Dave Hermansen, right, and his brother Mike buy and improve Web sites like InnovativeCages.com, redesigning them to drive up traffic before selling them.
By ABHA BHATTARAI
Dave Hermansen did not own a bird or a cage when he bought bird-cage.com, an online store, for $1,800 three years ago. He simply saw a Web site that was “very, very poorly done,” and begged the owners to sell it to him. He then redesigned the site, added advertising and drove up traffic. Last December, he sold it for $173,000.
Mr. Hermansen, 30, is among the latest wave of entrepreneurs who, like the day traders and real estate investors before them, are looking to make a lot of money without much effort.
They use little more than home computers and free software to buy Web sites that appeal to a small and specific niche. Then they fix up the sites with hopes of reselling them for far more than they paid.
But while their dreams are fueled by high-profile Internet deals - Conde Nast’s $25 million purchase of Wired News, People. com’s acquisition of Celebrity Baby Blog - these entrepreneurs have smaller ambitions for their sites. Many end up settling for just hundreds, sometimes thousands of dollars.
Some Web sites begin as labors of love. Take Celebrity Baby Blog, which Danielle Friedland, the creator, has said she created after reciting facts during the 2004 Golden Globes “about who was pregnant with twins or had recently given birth.” Four years later, People.com bought the Web site for an undisclosed sum that industry insiders speculate was in the low millions.
Most flippers aim a bit lower. They troll the Internet for sites that, according to Mike Lyon, an investment banker at Arbor Advisors, are “undervalued property” - poorly designed, with little visibility on the Web.
The changing economics of the Web have made it easier to find and exploit niche communities on the Internet. Free software and advertising systems like Google’s have lowered the cost of doing business.
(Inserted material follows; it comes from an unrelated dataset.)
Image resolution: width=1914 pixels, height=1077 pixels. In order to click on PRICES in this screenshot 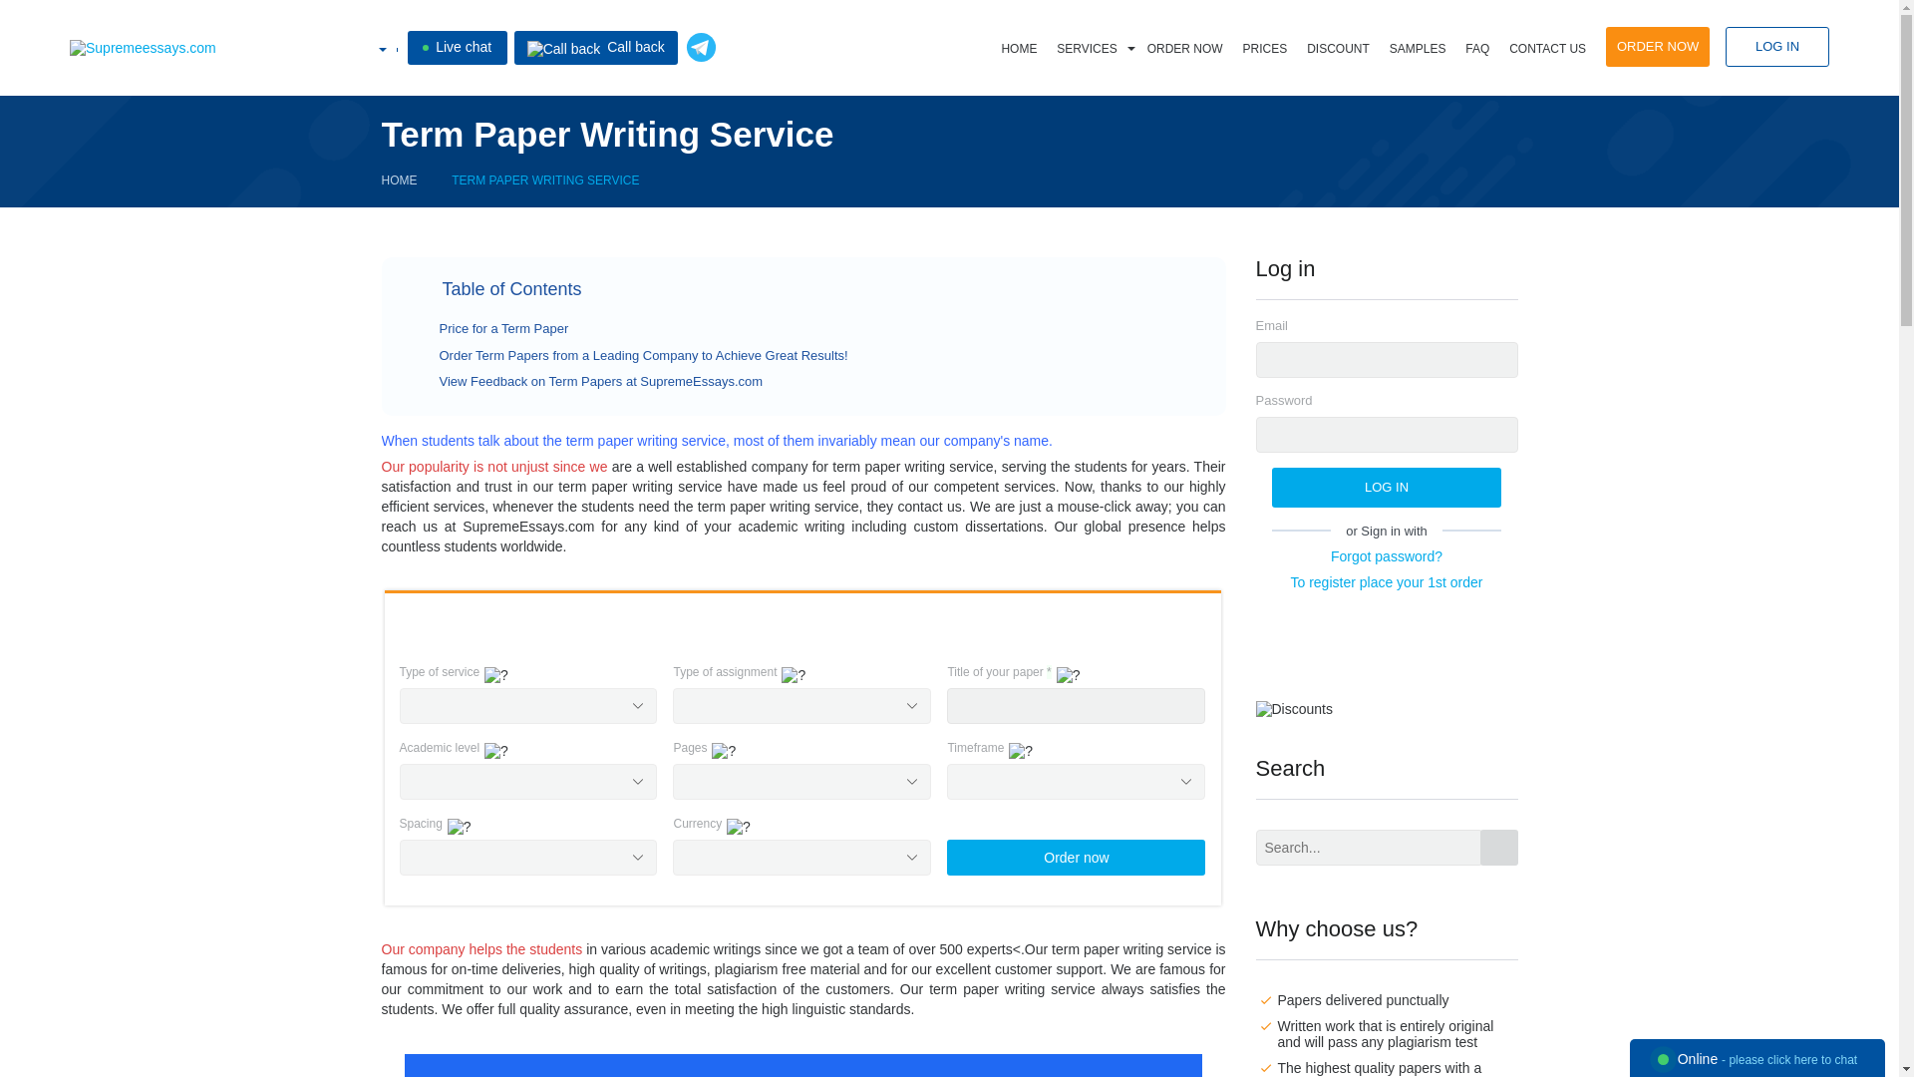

Instead of selling goods and services, analysts said, most flippers are looking into the easiest way to make quick money, by tapping into specialized advertising.
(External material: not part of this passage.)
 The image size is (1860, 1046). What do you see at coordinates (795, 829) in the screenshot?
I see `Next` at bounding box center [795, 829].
Mr. Hermansen, of bird-cage.com, says he is always looking for areas on the Internet with high search volume and little competition. “Once I found the bird niche, I knew it was where I wanted to be,” he said.
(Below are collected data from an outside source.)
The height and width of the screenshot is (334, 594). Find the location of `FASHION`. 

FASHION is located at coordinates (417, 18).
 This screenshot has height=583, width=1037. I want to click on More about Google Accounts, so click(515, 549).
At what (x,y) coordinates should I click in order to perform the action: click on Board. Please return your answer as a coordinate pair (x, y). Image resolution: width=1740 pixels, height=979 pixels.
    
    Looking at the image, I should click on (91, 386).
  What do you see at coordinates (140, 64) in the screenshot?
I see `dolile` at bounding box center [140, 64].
Before bird cages, Mr. Hermansen owned - and sold - niche Web sites about paintball, remote-control toys and electric scooters. In 2005, he quit his job as a draftsman to flip Web sites full time.
“It used to be that if you had a site worth a million dollars, you’d hire an investment bank or a broker to sell it,” said Matt Mickiewicz, a founder of SitePoint, a forum where users can auction off Web sites. “But if you had one that generated less than that, you’d just have to sit on it. Now you can sell anything for any sort of profit, whether it’s $20 or $220,000.”
Creating the value, though, is the tricky part. Many Web site flippers said they begin by tweaking a site’s template and making other superficial changes like adjusting fonts and type sizes. After that, they manipulate a Web site’s structure, coding and presentation so it shows up more prominently in Web searches.
In an era when Web use is increasingly search-driven, making sure people find your site makes all the difference, Mr. Hermansen said. “Once you beef up traffic, everything else just happens,” he added.